Pewaukee Lake Elementary reported that early-grade literacy measures produced strong results: 4K rhyme-recognition rates were near 91 percent and many early learners met literacy targets, though some measures showed testing fatigue on specific assessments. The school said it would adopt AIMSweb for ongoing measures and emphasized PLCs and universal design for learning (UDL) strategies.

Horizon Elementary reported it came close to a multi-measure goal (74 percent met versus a 75 percent target) and posted a marked improvement on the Wisconsin Forward third-grade index, which administrators said rose from 80.4 to 87.9 after focused literacy work.

"We have measures that we're administering several times throughout the course of the year that allow us to track those things," Horizon's presenter said, noting the district will triangulate multiple data sources to assess progress independent of state-level changes.

Asa Clark Middle School highlighted a gap-closure success for students with individualized education programs (IEPs): the proportion of students with IEPs meeting two-of-four targeted measures rose from 18 percent in the fall to 38 percent in the spring, a 20 percentage-point gain the principal described as a significant improvement tied to co-planning and inclusive practices.

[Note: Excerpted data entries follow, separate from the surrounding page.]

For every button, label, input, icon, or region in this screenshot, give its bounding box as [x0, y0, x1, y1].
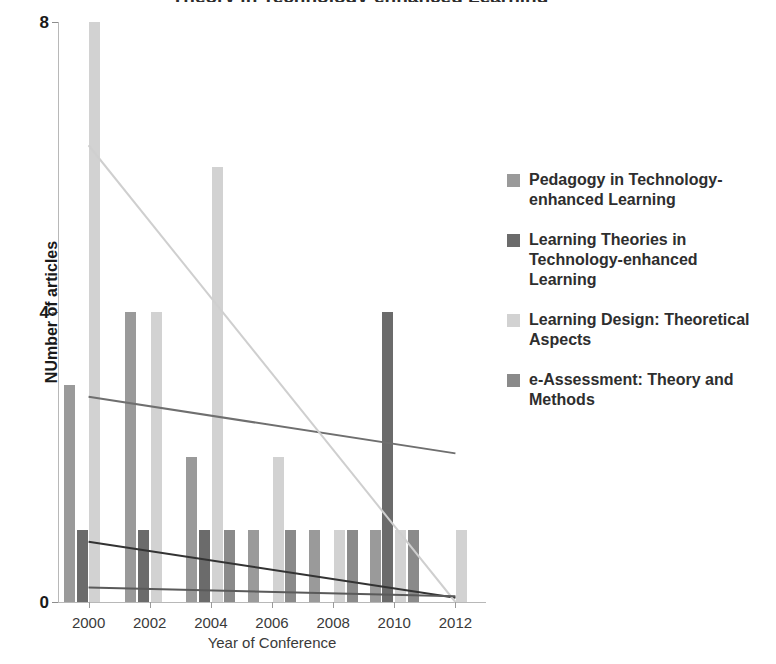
bar	[199, 530, 210, 603]
x-axis-tick	[455, 602, 456, 608]
y-axis-tick	[52, 602, 58, 603]
legend-item-label: e-Assessment: Theory and Methods	[529, 370, 769, 410]
bar	[347, 530, 358, 603]
x-axis-tick	[211, 602, 212, 608]
x-axis-tick	[394, 602, 395, 608]
y-axis-title: NUmber of articles	[43, 202, 61, 422]
x-axis-tick	[333, 602, 334, 608]
x-axis-tick-label: 2006	[255, 614, 288, 631]
legend-item-label: Learning Design: Theoretical Aspects	[529, 310, 769, 350]
legend-item-label: Learning Theories in Technology-enhanced…	[529, 230, 769, 290]
bar	[224, 530, 235, 603]
bar	[382, 312, 393, 602]
legend-item[interactable]: e-Assessment: Theory and Methods	[507, 370, 769, 410]
x-axis-tick-label: 2000	[72, 614, 105, 631]
bar	[248, 530, 259, 603]
y-axis-tick-label: 8	[40, 14, 49, 31]
bar	[186, 457, 197, 602]
bar	[212, 167, 223, 602]
legend-item-label: Pedagogy in Technology-enhanced Learning	[529, 170, 769, 210]
x-axis-tick-label: 2012	[439, 614, 472, 631]
bar	[334, 530, 345, 603]
bar	[456, 530, 467, 603]
x-axis-tick	[89, 602, 90, 608]
bar	[89, 22, 100, 602]
legend-item[interactable]: Learning Design: Theoretical Aspects	[507, 310, 769, 350]
legend-item[interactable]: Pedagogy in Technology-enhanced Learning	[507, 170, 769, 210]
bar	[408, 530, 419, 603]
bar	[395, 530, 406, 603]
bar	[151, 312, 162, 602]
bar	[285, 530, 296, 603]
x-axis-tick-label: 2002	[133, 614, 166, 631]
trendline	[89, 397, 456, 454]
bar	[125, 312, 136, 602]
y-axis-tick-label: 0	[40, 594, 49, 611]
x-axis-tick-label: 2004	[194, 614, 227, 631]
bar	[309, 530, 320, 603]
bar	[64, 385, 75, 603]
chart-title: Theory in Technology-enhanced Learning	[150, 0, 570, 2]
legend-swatch-icon	[507, 374, 520, 387]
chart-legend: Pedagogy in Technology-enhanced Learning…	[507, 170, 769, 430]
bar	[77, 530, 88, 603]
legend-swatch-icon	[507, 234, 520, 247]
bar	[273, 457, 284, 602]
y-axis-tick	[52, 22, 58, 23]
x-axis-tick-label: 2008	[316, 614, 349, 631]
plot-area: 048 2000200220042006200820102012 NUmber …	[58, 22, 486, 602]
legend-swatch-icon	[507, 314, 520, 327]
legend-swatch-icon	[507, 174, 520, 187]
bar	[370, 530, 381, 603]
x-axis-title: Year of Conference	[58, 634, 486, 651]
x-axis-tick-label: 2010	[378, 614, 411, 631]
legend-item[interactable]: Learning Theories in Technology-enhanced…	[507, 230, 769, 290]
x-axis-tick	[150, 602, 151, 608]
x-axis-tick	[272, 602, 273, 608]
chart-figure: Theory in Technology-enhanced Learning 0…	[0, 0, 776, 664]
bar	[138, 530, 149, 603]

The district's high school reported a major reduction in the ACT growth gap between regular-education students and students with disabilities (from 22 percent to 11 percent) and an all-time high in AP participation and AP scores over the last five years. Administrators also reported a 3.1 percent decrease in chronic absenteeism.

Across schools, administrators said they will continue to emphasize data literacy, targeted tiered interventions (MTSS), Building Thinking Classroom strategies and professional learning communities to accelerate growth and support students who need extra assistance.